Pydantic schema as a prompt
Because we're using stream_text() instead of output_type=, the schema enforcement moves to the system prompt:
agent = Agent(
model,
system_prompt=(
"You are an article writer. Respond with ONE JSON object and nothing "
"else - no markdown, no code fences, no commentary. It must match this "
"JSON schema:\n" + json.dumps(ArticleResponse.model_json_schema())
),
)
ArticleResponse.model_json_schema() includes the Field(description=...) for each field, so follow_ups carries its description "Follow-up questions to ask" directly into the prompt. The model sees that description and knows what the field means.
Final validation
Streaming parse events are best-effort: a dropped connection or hallucinated extra key won't break the loop. After the stream ends, the raw text is validated with Pydantic to get a clean, typed object:
article = ArticleResponse.model_validate_json(_clean_json(raw))

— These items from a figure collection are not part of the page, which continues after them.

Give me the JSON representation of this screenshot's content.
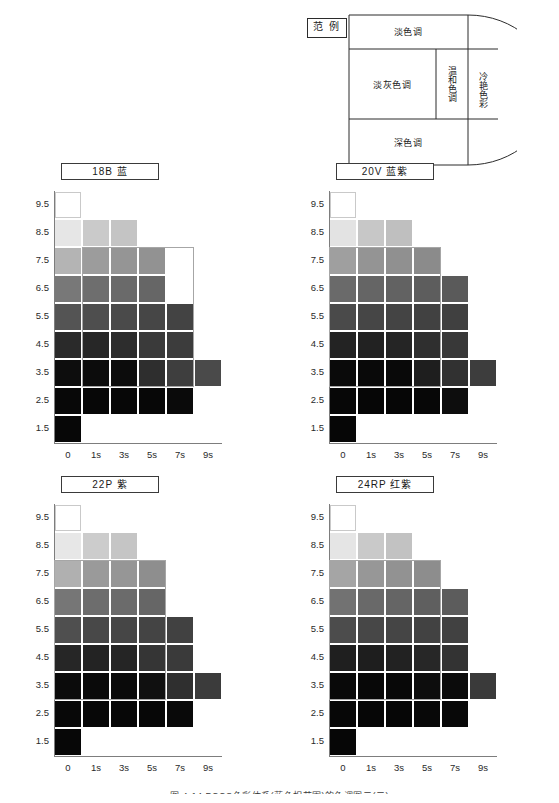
{
  "legend": {
    "tag": "范  例",
    "zones": {
      "light_tone": "淡色调",
      "light_gray_tone": "淡灰色调",
      "mild_tone": "温和色调",
      "cool_vivid": "冷艳色彩",
      "dark_tone": "深色调"
    }
  },
  "axes": {
    "y_ticks": [
      "9.5",
      "8.5",
      "7.5",
      "6.5",
      "5.5",
      "4.5",
      "3.5",
      "2.5",
      "1.5"
    ],
    "x_ticks": [
      "0",
      "1s",
      "3s",
      "5s",
      "7s",
      "9s"
    ]
  },
  "caption": "图 4-14  PCCS色彩体系(蓝色相范围)的色调图示(二)",
  "chart_data": [
    {
      "type": "heatmap",
      "title": "18B  蓝",
      "hue_code": "18B",
      "hue_name": "蓝",
      "xlabel": "",
      "ylabel": "",
      "categories": [
        "0",
        "1s",
        "3s",
        "5s",
        "7s",
        "9s"
      ],
      "rows": [
        "9.5",
        "8.5",
        "7.5",
        "6.5",
        "5.5",
        "4.5",
        "3.5",
        "2.5",
        "1.5"
      ],
      "values": [
        [
          "#ffffff",
          null,
          null,
          null,
          null,
          null
        ],
        [
          "#e6e6e6",
          "#cacaca",
          "#c4c4c4",
          null,
          null,
          null
        ],
        [
          "#b4b4b4",
          "#9c9c9c",
          "#959595",
          "#929292",
          null,
          null
        ],
        [
          "#787878",
          "#6e6e6e",
          "#6a6a6a",
          "#666666",
          null,
          null
        ],
        [
          "#545454",
          "#4e4e4e",
          "#4a4a4a",
          "#464646",
          "#434343",
          null
        ],
        [
          "#2a2a2a",
          "#272727",
          "#2d2d2d",
          "#3a3a3a",
          "#3c3c3c",
          null
        ],
        [
          "#0d0d0d",
          "#0c0c0c",
          "#0c0c0c",
          "#2e2e2e",
          "#3e3e3e",
          "#4a4a4a"
        ],
        [
          "#080808",
          "#070707",
          "#070707",
          "#070707",
          "#0a0a0a",
          null
        ],
        [
          "#070707",
          null,
          null,
          null,
          null,
          null
        ]
      ],
      "zone_outline": {
        "col_start": 1,
        "col_end": 4,
        "row_start": 2,
        "row_end": 6
      }
    },
    {
      "type": "heatmap",
      "title": "20V  蓝紫",
      "hue_code": "20V",
      "hue_name": "蓝紫",
      "xlabel": "",
      "ylabel": "",
      "categories": [
        "0",
        "1s",
        "3s",
        "5s",
        "7s",
        "9s"
      ],
      "rows": [
        "9.5",
        "8.5",
        "7.5",
        "6.5",
        "5.5",
        "4.5",
        "3.5",
        "2.5",
        "1.5"
      ],
      "values": [
        [
          "#ffffff",
          null,
          null,
          null,
          null,
          null
        ],
        [
          "#e3e3e3",
          "#c7c7c7",
          "#bfbfbf",
          null,
          null,
          null
        ],
        [
          "#9f9f9f",
          "#949494",
          "#909090",
          "#8b8b8b",
          null,
          null
        ],
        [
          "#6a6a6a",
          "#656565",
          "#626262",
          "#5d5d5d",
          "#5a5a5a",
          null
        ],
        [
          "#4a4a4a",
          "#464646",
          "#444444",
          "#414141",
          "#404040",
          null
        ],
        [
          "#232323",
          "#222222",
          "#252525",
          "#2f2f2f",
          "#383838",
          null
        ],
        [
          "#0a0a0a",
          "#090909",
          "#090909",
          "#1e1e1e",
          "#313131",
          "#3d3d3d"
        ],
        [
          "#070707",
          "#060606",
          "#060606",
          "#070707",
          "#0d0d0d",
          null
        ],
        [
          "#060606",
          null,
          null,
          null,
          null,
          null
        ]
      ],
      "zone_outline": {
        "col_start": 0,
        "col_end": 3,
        "row_start": 2,
        "row_end": 6
      }
    },
    {
      "type": "heatmap",
      "title": "22P  紫",
      "hue_code": "22P",
      "hue_name": "紫",
      "xlabel": "",
      "ylabel": "",
      "categories": [
        "0",
        "1s",
        "3s",
        "5s",
        "7s",
        "9s"
      ],
      "rows": [
        "9.5",
        "8.5",
        "7.5",
        "6.5",
        "5.5",
        "4.5",
        "3.5",
        "2.5",
        "1.5"
      ],
      "values": [
        [
          "#ffffff",
          null,
          null,
          null,
          null,
          null
        ],
        [
          "#e7e7e7",
          "#cccccc",
          "#c5c5c5",
          null,
          null,
          null
        ],
        [
          "#b0b0b0",
          "#9a9a9a",
          "#969696",
          "#8e8e8e",
          null,
          null
        ],
        [
          "#767676",
          "#6d6d6d",
          "#6b6b6b",
          "#666666",
          null,
          null
        ],
        [
          "#4f4f4f",
          "#484848",
          "#464646",
          "#444444",
          "#414141",
          null
        ],
        [
          "#262626",
          "#232323",
          "#252525",
          "#353535",
          "#3a3a3a",
          null
        ],
        [
          "#0b0b0b",
          "#0a0a0a",
          "#0a0a0a",
          "#101010",
          "#2f2f2f",
          "#3b3b3b"
        ],
        [
          "#080808",
          "#070707",
          "#070707",
          "#070707",
          "#090909",
          null
        ],
        [
          "#070707",
          null,
          null,
          null,
          null,
          null
        ]
      ],
      "zone_outline": {
        "col_start": 0,
        "col_end": 3,
        "row_start": 2,
        "row_end": 6
      }
    },
    {
      "type": "heatmap",
      "title": "24RP  红紫",
      "hue_code": "24RP",
      "hue_name": "红紫",
      "xlabel": "",
      "ylabel": "",
      "categories": [
        "0",
        "1s",
        "3s",
        "5s",
        "7s",
        "9s"
      ],
      "rows": [
        "9.5",
        "8.5",
        "7.5",
        "6.5",
        "5.5",
        "4.5",
        "3.5",
        "2.5",
        "1.5"
      ],
      "values": [
        [
          "#ffffff",
          null,
          null,
          null,
          null,
          null
        ],
        [
          "#e5e5e5",
          "#c9c9c9",
          "#c2c2c2",
          null,
          null,
          null
        ],
        [
          "#a5a5a5",
          "#979797",
          "#929292",
          "#8d8d8d",
          null,
          null
        ],
        [
          "#727272",
          "#696969",
          "#656565",
          "#5f5f5f",
          "#5c5c5c",
          null
        ],
        [
          "#4c4c4c",
          "#474747",
          "#454545",
          "#424242",
          "#414141",
          null
        ],
        [
          "#1f1f1f",
          "#1e1e1e",
          "#222222",
          "#272727",
          "#333333",
          null
        ],
        [
          "#090909",
          "#080808",
          "#080808",
          "#0d0d0d",
          "#0b0b0b",
          "#3a3a3a"
        ],
        [
          "#070707",
          "#060606",
          "#060606",
          "#080808",
          "#080808",
          null
        ],
        [
          "#060606",
          null,
          null,
          null,
          null,
          null
        ]
      ],
      "zone_outline": {
        "col_start": 0,
        "col_end": 3,
        "row_start": 2,
        "row_end": 6
      }
    }
  ]
}
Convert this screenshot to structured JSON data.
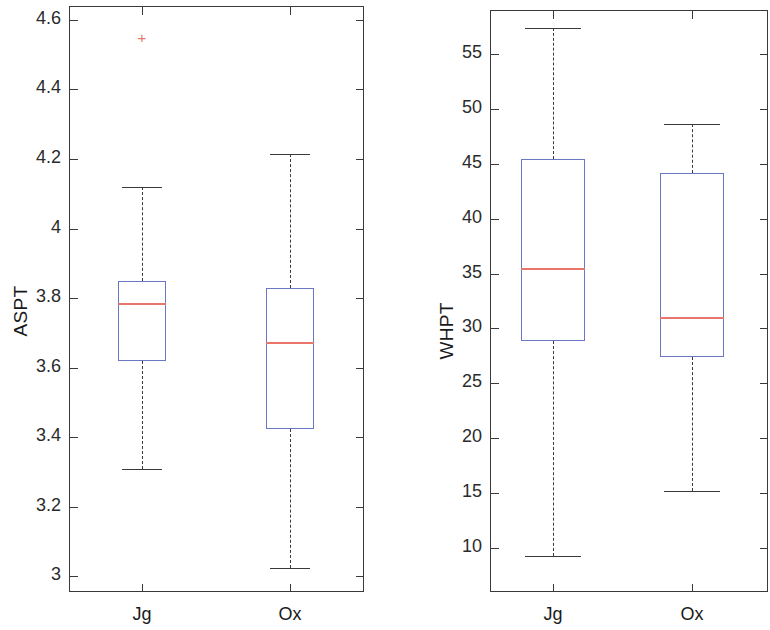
{
  "figure": {
    "kind": "boxplot-figure",
    "width": 770,
    "height": 630,
    "background": "#ffffff",
    "box_color": "#6b77c4",
    "median_color": "#e8766a",
    "outlier_color": "#e8766a",
    "axis_color": "#3a3a3a"
  },
  "chart_data": [
    {
      "type": "box",
      "panel": "left",
      "title": "",
      "xlabel": "",
      "ylabel": "ASPT",
      "categories": [
        "Jg",
        "Ox"
      ],
      "xtick_labels": [
        "Jg",
        "Ox"
      ],
      "ytick_labels": [
        "3",
        "3.2",
        "3.4",
        "3.6",
        "3.8",
        "4",
        "4.2",
        "4.4",
        "4.6"
      ],
      "yticks": [
        3,
        3.2,
        3.4,
        3.6,
        3.8,
        4,
        4.2,
        4.4,
        4.6
      ],
      "ylim": [
        2.96,
        4.64
      ],
      "grid": false,
      "legend": null,
      "boxes": [
        {
          "label": "Jg",
          "whisker_low": 3.31,
          "q1": 3.62,
          "median": 3.785,
          "q3": 3.85,
          "whisker_high": 4.12,
          "outliers": [
            4.55
          ]
        },
        {
          "label": "Ox",
          "whisker_low": 3.025,
          "q1": 3.425,
          "median": 3.675,
          "q3": 3.83,
          "whisker_high": 4.215,
          "outliers": []
        }
      ]
    },
    {
      "type": "box",
      "panel": "right",
      "title": "",
      "xlabel": "",
      "ylabel": "WHPT",
      "categories": [
        "Jg",
        "Ox"
      ],
      "xtick_labels": [
        "Jg",
        "Ox"
      ],
      "ytick_labels": [
        "10",
        "15",
        "20",
        "25",
        "30",
        "35",
        "40",
        "45",
        "50",
        "55"
      ],
      "yticks": [
        10,
        15,
        20,
        25,
        30,
        35,
        40,
        45,
        50,
        55
      ],
      "ylim": [
        6.0,
        59.0
      ],
      "grid": false,
      "legend": null,
      "boxes": [
        {
          "label": "Jg",
          "whisker_low": 9.3,
          "q1": 28.9,
          "median": 35.5,
          "q3": 45.4,
          "whisker_high": 57.4,
          "outliers": []
        },
        {
          "label": "Ox",
          "whisker_low": 15.2,
          "q1": 27.4,
          "median": 31.0,
          "q3": 44.2,
          "whisker_high": 48.6,
          "outliers": []
        }
      ]
    }
  ]
}
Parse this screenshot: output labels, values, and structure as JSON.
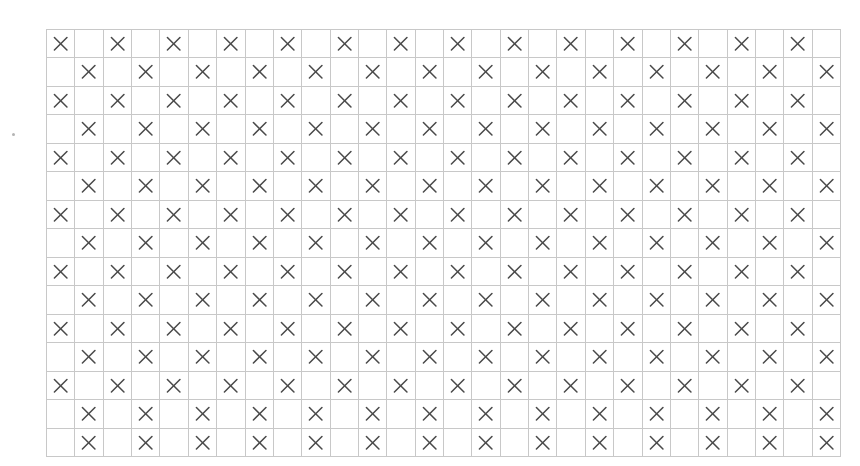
{
  "figure": {
    "kind": "cellular-automaton-grid",
    "rows": 15,
    "cols": 28,
    "cell_mark": "×",
    "colors": {
      "dark_cell": "#3e3e3e",
      "light_cell": "#d9d9d9",
      "empty_cell": "#ffffff",
      "grid_line": "#c8c8c8",
      "mark_color": "#4a4a4a",
      "background": "#ffffff"
    },
    "legend": {
      "dark": "filled / on cell",
      "light": "highlighted seed cell",
      "mark": "x marker cell",
      "empty": "blank cell"
    }
  },
  "chart_data": {
    "type": "heatmap",
    "title": "",
    "xlabel": "",
    "ylabel": "",
    "rows": 15,
    "cols": 28,
    "legend_position": "none",
    "grid": true,
    "value_codes": {
      "0": "empty",
      "1": "x-mark",
      "2": "dark-filled",
      "3": "light-highlight"
    },
    "cells": [
      [
        1,
        0,
        1,
        0,
        1,
        0,
        1,
        0,
        1,
        0,
        1,
        0,
        1,
        0,
        1,
        3,
        1,
        0,
        1,
        0,
        1,
        0,
        1,
        0,
        1,
        0,
        1,
        0
      ],
      [
        0,
        1,
        0,
        1,
        0,
        1,
        0,
        1,
        0,
        1,
        0,
        1,
        0,
        1,
        2,
        1,
        2,
        1,
        0,
        1,
        0,
        1,
        0,
        1,
        0,
        1,
        0,
        1
      ],
      [
        1,
        0,
        1,
        0,
        1,
        0,
        1,
        0,
        1,
        0,
        1,
        0,
        1,
        2,
        1,
        0,
        1,
        2,
        1,
        0,
        1,
        0,
        1,
        0,
        1,
        0,
        1,
        0
      ],
      [
        0,
        1,
        0,
        1,
        0,
        1,
        0,
        1,
        0,
        1,
        0,
        1,
        2,
        1,
        2,
        1,
        2,
        1,
        2,
        1,
        0,
        1,
        0,
        1,
        0,
        1,
        0,
        1
      ],
      [
        1,
        0,
        1,
        0,
        1,
        0,
        1,
        0,
        1,
        0,
        1,
        2,
        1,
        0,
        1,
        0,
        1,
        0,
        1,
        2,
        1,
        0,
        1,
        0,
        1,
        0,
        1,
        0
      ],
      [
        0,
        1,
        0,
        1,
        0,
        1,
        0,
        1,
        0,
        1,
        2,
        1,
        2,
        1,
        0,
        1,
        0,
        1,
        2,
        1,
        2,
        1,
        0,
        1,
        0,
        1,
        0,
        1
      ],
      [
        1,
        0,
        1,
        0,
        1,
        0,
        1,
        0,
        1,
        2,
        1,
        0,
        1,
        2,
        1,
        0,
        1,
        2,
        1,
        0,
        1,
        2,
        1,
        0,
        1,
        0,
        1,
        0
      ],
      [
        0,
        1,
        0,
        1,
        0,
        1,
        0,
        1,
        2,
        1,
        2,
        1,
        2,
        1,
        2,
        1,
        2,
        1,
        2,
        1,
        2,
        1,
        2,
        1,
        0,
        1,
        0,
        1
      ],
      [
        1,
        0,
        1,
        0,
        1,
        0,
        1,
        2,
        1,
        0,
        1,
        0,
        1,
        0,
        1,
        0,
        1,
        0,
        1,
        0,
        1,
        0,
        1,
        2,
        1,
        0,
        1,
        0
      ],
      [
        0,
        1,
        0,
        1,
        0,
        1,
        2,
        1,
        2,
        1,
        0,
        1,
        0,
        1,
        0,
        1,
        0,
        1,
        0,
        1,
        0,
        1,
        2,
        1,
        2,
        1,
        0,
        1
      ],
      [
        1,
        0,
        1,
        0,
        1,
        2,
        1,
        0,
        1,
        2,
        1,
        0,
        1,
        0,
        1,
        0,
        1,
        0,
        1,
        0,
        1,
        2,
        1,
        0,
        1,
        2,
        1,
        0
      ],
      [
        0,
        1,
        0,
        1,
        2,
        1,
        2,
        1,
        2,
        1,
        2,
        1,
        0,
        1,
        0,
        1,
        0,
        1,
        0,
        1,
        2,
        1,
        2,
        1,
        2,
        1,
        2,
        1
      ],
      [
        1,
        0,
        1,
        2,
        1,
        0,
        1,
        0,
        1,
        0,
        1,
        2,
        1,
        0,
        1,
        0,
        1,
        0,
        1,
        2,
        1,
        0,
        1,
        0,
        1,
        0,
        1,
        2
      ],
      [
        0,
        1,
        2,
        1,
        2,
        1,
        0,
        1,
        0,
        1,
        2,
        1,
        2,
        1,
        0,
        1,
        2,
        1,
        2,
        1,
        0,
        1,
        0,
        1,
        2,
        1,
        2,
        1
      ],
      [
        2,
        1,
        0,
        1,
        2,
        1,
        2,
        1,
        2,
        1,
        0,
        1,
        2,
        1,
        0,
        1,
        2,
        1,
        0,
        1,
        2,
        1,
        2,
        1,
        2,
        1,
        0,
        1
      ]
    ]
  }
}
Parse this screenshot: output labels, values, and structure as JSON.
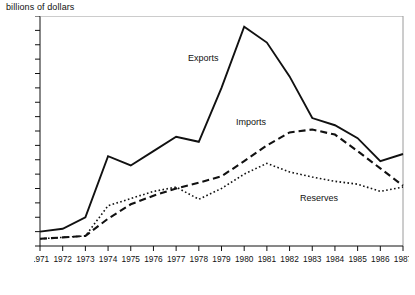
{
  "chart_data": {
    "type": "line",
    "title": "",
    "ylabel": "billions of dollars",
    "xlabel": "",
    "ylim": [
      0,
      320
    ],
    "ytick_step": 20,
    "yticks": [
      0,
      20,
      40,
      60,
      80,
      100,
      120,
      140,
      160,
      180,
      200,
      220,
      240,
      260,
      280,
      300,
      320
    ],
    "grid": false,
    "legend_position": "inline-annotations",
    "x": [
      1971,
      1972,
      1973,
      1974,
      1975,
      1976,
      1977,
      1978,
      1979,
      1980,
      1981,
      1982,
      1983,
      1984,
      1985,
      1986,
      1987
    ],
    "categories": [
      "1971",
      "1972",
      "1973",
      "1974",
      "1975",
      "1976",
      "1977",
      "1978",
      "1979",
      "1980",
      "1981",
      "1982",
      "1983",
      "1984",
      "1985",
      "1986",
      "1987"
    ],
    "series": [
      {
        "name": "Exports",
        "style": "solid",
        "color": "#111111",
        "values": [
          20,
          24,
          40,
          125,
          112,
          132,
          152,
          145,
          220,
          305,
          283,
          236,
          178,
          168,
          150,
          118,
          128
        ]
      },
      {
        "name": "Imports",
        "style": "dashed",
        "color": "#111111",
        "values": [
          10,
          12,
          14,
          38,
          58,
          70,
          80,
          88,
          97,
          118,
          140,
          158,
          162,
          155,
          132,
          108,
          84
        ]
      },
      {
        "name": "Reserves",
        "style": "dotted",
        "color": "#111111",
        "values": [
          10,
          12,
          14,
          56,
          66,
          76,
          82,
          65,
          80,
          100,
          115,
          103,
          96,
          90,
          86,
          76,
          82
        ]
      }
    ],
    "annotations": [
      {
        "text": "Exports",
        "x": 1978.2,
        "y": 258
      },
      {
        "text": "Imports",
        "x": 1980.3,
        "y": 168
      },
      {
        "text": "Reserves",
        "x": 1983.3,
        "y": 62
      }
    ]
  }
}
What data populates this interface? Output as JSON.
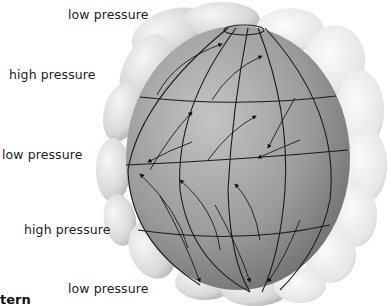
{
  "diagram": {
    "type": "global atmospheric circulation cells",
    "labels": [
      {
        "id": "top",
        "text": "low pressure"
      },
      {
        "id": "upper",
        "text": "high pressure"
      },
      {
        "id": "equator",
        "text": "low pressure"
      },
      {
        "id": "lower",
        "text": "high pressure"
      },
      {
        "id": "bottom",
        "text": "low pressure"
      }
    ],
    "caption": "tern",
    "colors": {
      "globe_light": "#b8b8b8",
      "globe_dark": "#6e6e6e",
      "cells": "#e6e6e6",
      "lines": "#1a1a1a"
    }
  }
}
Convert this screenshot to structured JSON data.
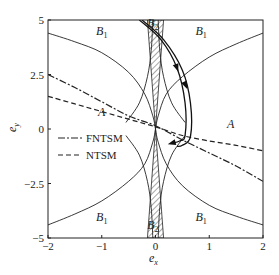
{
  "chart_data": {
    "type": "line",
    "title": "",
    "xlabel": "e",
    "xlabel_sub": "x",
    "ylabel": "e",
    "ylabel_sub": "y",
    "xlim": [
      -2,
      2
    ],
    "ylim": [
      -5,
      5
    ],
    "xticks": [
      -2,
      -1,
      0,
      1,
      2
    ],
    "xtick_labels": [
      "−2",
      "−1",
      "0",
      "1",
      "2"
    ],
    "yticks": [
      5,
      2.5,
      0,
      -2.5,
      -5
    ],
    "ytick_labels": [
      "5",
      "2.5",
      "0",
      "−2.5",
      "−5"
    ],
    "grid": false,
    "legend": {
      "placement": "center-left",
      "entries": [
        {
          "name": "FNTSM",
          "style": "dash-dot"
        },
        {
          "name": "NTSM",
          "style": "dashed"
        }
      ]
    },
    "series": [
      {
        "name": "FNTSM",
        "style": "dash-dot",
        "points": [
          [
            -2,
            2.5
          ],
          [
            -1.5,
            1.9
          ],
          [
            -1,
            1.25
          ],
          [
            -0.5,
            0.6
          ],
          [
            0,
            0.15
          ],
          [
            0.5,
            -0.5
          ],
          [
            1,
            -1.1
          ],
          [
            1.5,
            -1.7
          ],
          [
            2,
            -2.4
          ]
        ]
      },
      {
        "name": "NTSM",
        "style": "dashed",
        "points": [
          [
            -2,
            1.5
          ],
          [
            -1.5,
            1.15
          ],
          [
            -1,
            0.8
          ],
          [
            -0.5,
            0.45
          ],
          [
            0,
            0.1
          ],
          [
            0.5,
            -0.3
          ],
          [
            1,
            -0.55
          ],
          [
            1.5,
            -0.75
          ],
          [
            2,
            -1.0
          ]
        ]
      }
    ],
    "boundaries": [
      {
        "name": "upper-left-boundary",
        "points": [
          [
            -2,
            4.4
          ],
          [
            -1.5,
            4.0
          ],
          [
            -1,
            3.5
          ],
          [
            -0.5,
            2.6
          ],
          [
            -0.2,
            1.6
          ],
          [
            -0.05,
            0.6
          ],
          [
            0,
            0
          ]
        ]
      },
      {
        "name": "upper-right-boundary",
        "points": [
          [
            0,
            0
          ],
          [
            0.05,
            0.6
          ],
          [
            0.2,
            1.6
          ],
          [
            0.5,
            2.4
          ],
          [
            1,
            3.3
          ],
          [
            1.5,
            3.9
          ],
          [
            2,
            4.4
          ]
        ]
      },
      {
        "name": "lower-left-boundary",
        "points": [
          [
            -2,
            -4.4
          ],
          [
            -1.5,
            -3.9
          ],
          [
            -1,
            -3.3
          ],
          [
            -0.5,
            -2.4
          ],
          [
            -0.2,
            -1.6
          ],
          [
            -0.05,
            -0.6
          ],
          [
            0,
            0
          ]
        ]
      },
      {
        "name": "lower-right-boundary",
        "points": [
          [
            0,
            0
          ],
          [
            0.05,
            -0.6
          ],
          [
            0.2,
            -1.6
          ],
          [
            0.5,
            -2.6
          ],
          [
            1,
            -3.5
          ],
          [
            1.5,
            -4.0
          ],
          [
            2,
            -4.4
          ]
        ]
      },
      {
        "name": "inner-left-cusp",
        "points": [
          [
            -0.55,
            0.3
          ],
          [
            -0.3,
            1.2
          ],
          [
            -0.15,
            2.4
          ],
          [
            -0.08,
            3.6
          ],
          [
            -0.05,
            5
          ]
        ]
      },
      {
        "name": "inner-right-cusp",
        "points": [
          [
            0.55,
            0.3
          ],
          [
            0.3,
            1.2
          ],
          [
            0.15,
            2.4
          ],
          [
            0.08,
            3.6
          ],
          [
            0.05,
            5
          ]
        ]
      },
      {
        "name": "inner-left-cusp-lower",
        "points": [
          [
            -0.55,
            -0.3
          ],
          [
            -0.3,
            -1.2
          ],
          [
            -0.15,
            -2.4
          ],
          [
            -0.08,
            -3.6
          ],
          [
            -0.05,
            -5
          ]
        ]
      },
      {
        "name": "inner-right-cusp-lower",
        "points": [
          [
            0.55,
            -0.3
          ],
          [
            0.3,
            -1.2
          ],
          [
            0.15,
            -2.4
          ],
          [
            0.08,
            -3.6
          ],
          [
            0.05,
            -5
          ]
        ]
      }
    ],
    "hatched_regions": [
      {
        "name": "B2-top",
        "points": [
          [
            -0.15,
            5
          ],
          [
            0.15,
            5
          ],
          [
            0,
            0
          ]
        ]
      },
      {
        "name": "B2-bottom",
        "points": [
          [
            -0.15,
            -5
          ],
          [
            0.15,
            -5
          ],
          [
            0,
            0
          ]
        ]
      }
    ],
    "trajectories": [
      {
        "name": "trajectory-1",
        "points": [
          [
            -0.3,
            5
          ],
          [
            0.1,
            4.1
          ],
          [
            0.4,
            2.8
          ],
          [
            0.55,
            1.2
          ],
          [
            0.55,
            -0.3
          ],
          [
            0.45,
            -0.55
          ],
          [
            0.3,
            -0.65
          ]
        ]
      },
      {
        "name": "trajectory-2",
        "points": [
          [
            -0.25,
            5
          ],
          [
            0.15,
            4.1
          ],
          [
            0.5,
            2.7
          ],
          [
            0.65,
            1.2
          ],
          [
            0.65,
            -0.35
          ],
          [
            0.5,
            -0.75
          ],
          [
            0.4,
            -0.8
          ]
        ]
      }
    ],
    "arrows": [
      {
        "on": "trajectory-1",
        "at": [
          0.4,
          2.8
        ]
      },
      {
        "on": "trajectory-2",
        "at": [
          0.56,
          2.0
        ]
      },
      {
        "on": "trajectory-1",
        "at": [
          0.3,
          -0.65
        ]
      }
    ],
    "region_labels": [
      {
        "text": "A",
        "x": -1,
        "y": 0.6
      },
      {
        "text": "A",
        "x": 1.4,
        "y": 0.05
      },
      {
        "text": "B",
        "sub": "1",
        "x": -1,
        "y": 4.3
      },
      {
        "text": "B",
        "sub": "1",
        "x": 0.85,
        "y": 4.3
      },
      {
        "text": "B",
        "sub": "1",
        "x": -1,
        "y": -4.2
      },
      {
        "text": "B",
        "sub": "1",
        "x": 0.85,
        "y": -4.2
      },
      {
        "text": "B",
        "sub": "2",
        "x": -0.05,
        "y": 4.7
      },
      {
        "text": "B",
        "sub": "2",
        "x": -0.05,
        "y": -4.6
      }
    ]
  }
}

_clean_json trims anything outside the outermost {…} — a simple find/rfind pair — before Pydantic sees it.
Data flow

Results
The PR touches 3 files and adds 160 lines (net). The key deliverable is structured_output/streaming.py:
- Title and intro print first, while the model is still generating the first section body.
- Each section header appears the moment
$.sections[N].titlecloses. - Follow-up questions render as a markdown list as each string value arrives.
- If the model wraps its output in a code fence (common with weaker free-tier models), the parser still works — it just skips to the first
{.
jsonsax itself is ~300 lines of pure Python, zero dependencies, and was published to PyPI as part of this work — so the only addition to pyproject.toml is a single new dependency.
What's next
A few known limitations worth addressing:
Model reliability. Smaller/free models occasionally emit malformed JSON. The final model_validate_json will surface this as a ValidationError, but there's no retry logic yet. A simple fallback that re-prompts once on failure would harden this.
Generic field routing. The _on_value path matching is hardcoded for ArticleResponse. A cleaner version would accept a field-to-formatter map at construction time so ArticleStreamPrinter can be reused with different schemas.
Token-level latency. Right now feed() iterates character-by-character through each delta. For large deltas this is fine (Python strings are fast), but feeding multi-character chunks directly to jsonsax (it supports that) would reduce overhead if token deltas grow.
The pattern itself is solid: SAX-style callbacks on a streaming JSON parser, with strict validation as a backstop after the stream closes. It works with any LLM provider that supports stream_text(delta=True) — swap OpenRouter for Anthropic or OpenAI and the ArticleStreamPrinter stays unchanged.